Abstract

Badiou's philosophy of the ‘event’ has itself become an event of sorts for contemporary social and political theory. It has broken radically with a set of propositions concerning the operation of power, the status of knowledge, and the possibility of action that were for some time considered nearly unquestionable, in many ways defining what Badiou might call ‘the state of the situation’. After briefly outlining the manner in which Badiou's reinvigoration of the concept of ‘truth’ constitutes a serious challenge for the politics of difference and the ethics of alterity, this paper explores the significance for educational philosophy of what, borrowing from Jacques Rancière, Badiou calls the ‘axiom of equality’, or the notion that, in democratic politics, ‘equality must be postulated not willed’. I suggest that this axiom is best understood when read in relation to Rancière's The Ignorant Schoolmaster, and thus explore an intrinsic link between Badiou's more obscure philosophical claims and political assertions on the one hand, and the question of education on the other. I further propose that the limitations of Badiou's criticism of Rancière's work, which suggests that he stops short of locating an effective political subject who might oppose the parliamentary state, are revealed most explicitly when we reassess Rancière's approach to education in The Ignorant Schoolmaster, and in his more recent work on political aesthetics. Ultimately, however, I conclude that a truly democratic approach to education will have to learn from both Badiou and Rancière, and take seriously the ‘axiom of equality’.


# What the exercise asks:
For the entries that follow, set down each one exactly and drop any pictures.

# Information shown:
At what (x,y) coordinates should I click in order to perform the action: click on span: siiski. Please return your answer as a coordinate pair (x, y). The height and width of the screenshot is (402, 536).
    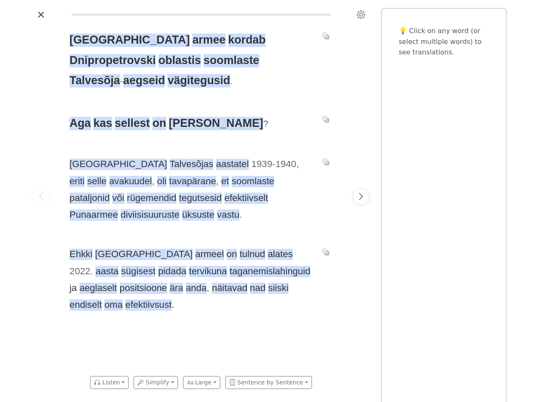
    Looking at the image, I should click on (278, 288).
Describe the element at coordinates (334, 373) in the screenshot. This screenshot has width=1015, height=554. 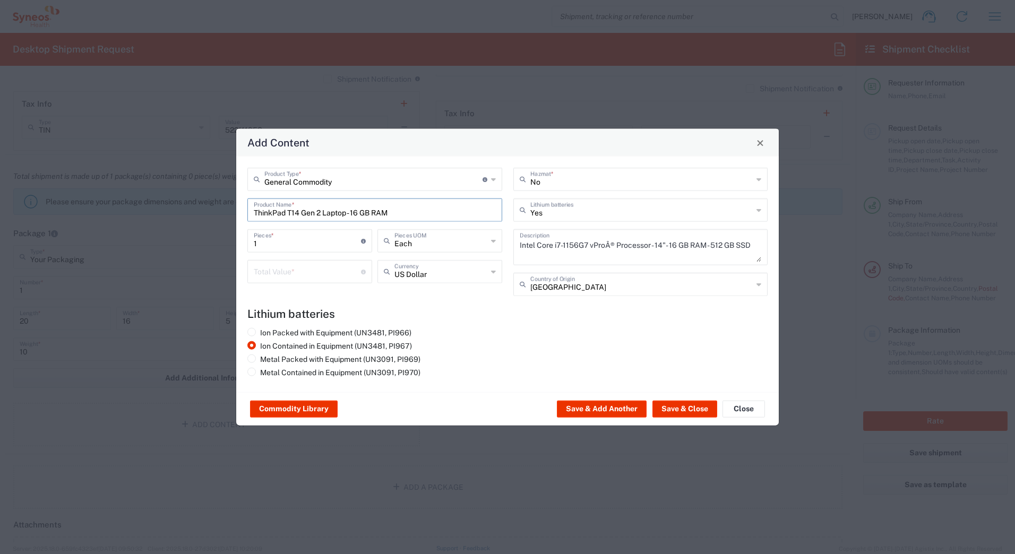
I see `label: Metal Contained in Equipment (UN3091, PI970)` at that location.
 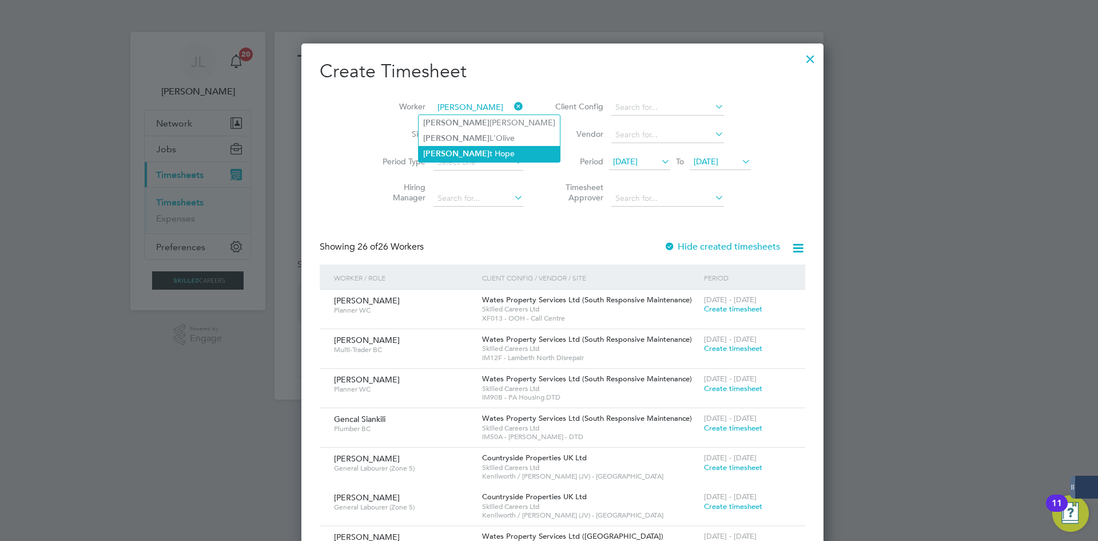 I want to click on label: Vendor, so click(x=578, y=134).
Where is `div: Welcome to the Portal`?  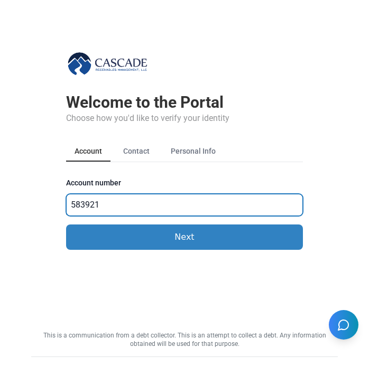
div: Welcome to the Portal is located at coordinates (185, 103).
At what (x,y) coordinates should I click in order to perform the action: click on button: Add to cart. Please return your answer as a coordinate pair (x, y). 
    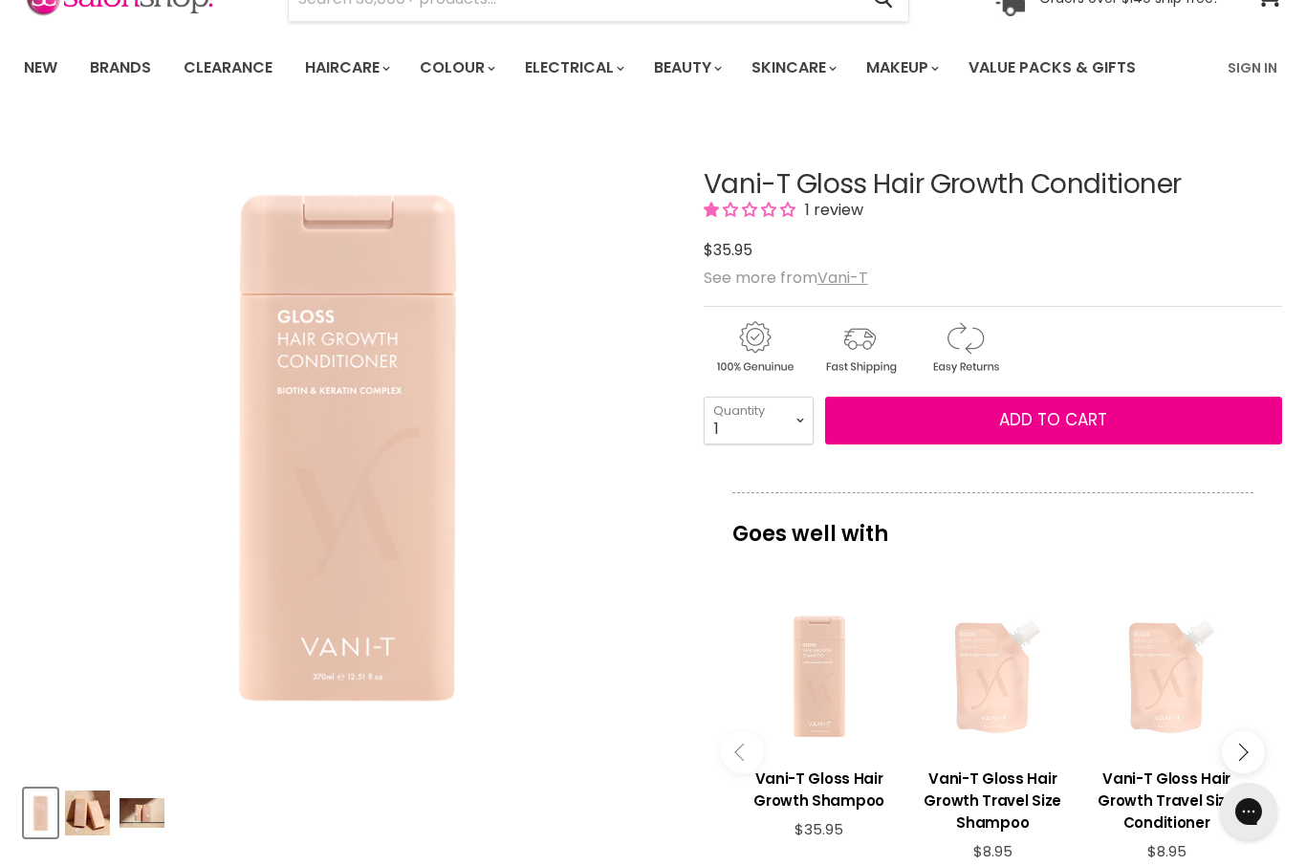
    Looking at the image, I should click on (1053, 421).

# Written response:
At what (x,y) coordinates should I click in order to perform the action: click on span: siiski. Please return your answer as a coordinate pair (x, y). The height and width of the screenshot is (402, 536).
    Looking at the image, I should click on (278, 288).
Describe the element at coordinates (334, 373) in the screenshot. This screenshot has width=1015, height=554. 
I see `label: Metal Contained in Equipment (UN3091, PI970)` at that location.
  I want to click on label: Vendor, so click(x=578, y=134).
Where is `div: Welcome to the Portal`?  
div: Welcome to the Portal is located at coordinates (185, 103).
At what (x,y) coordinates should I click in order to perform the action: click on button: Add to cart. Please return your answer as a coordinate pair (x, y). 
    Looking at the image, I should click on (1053, 421).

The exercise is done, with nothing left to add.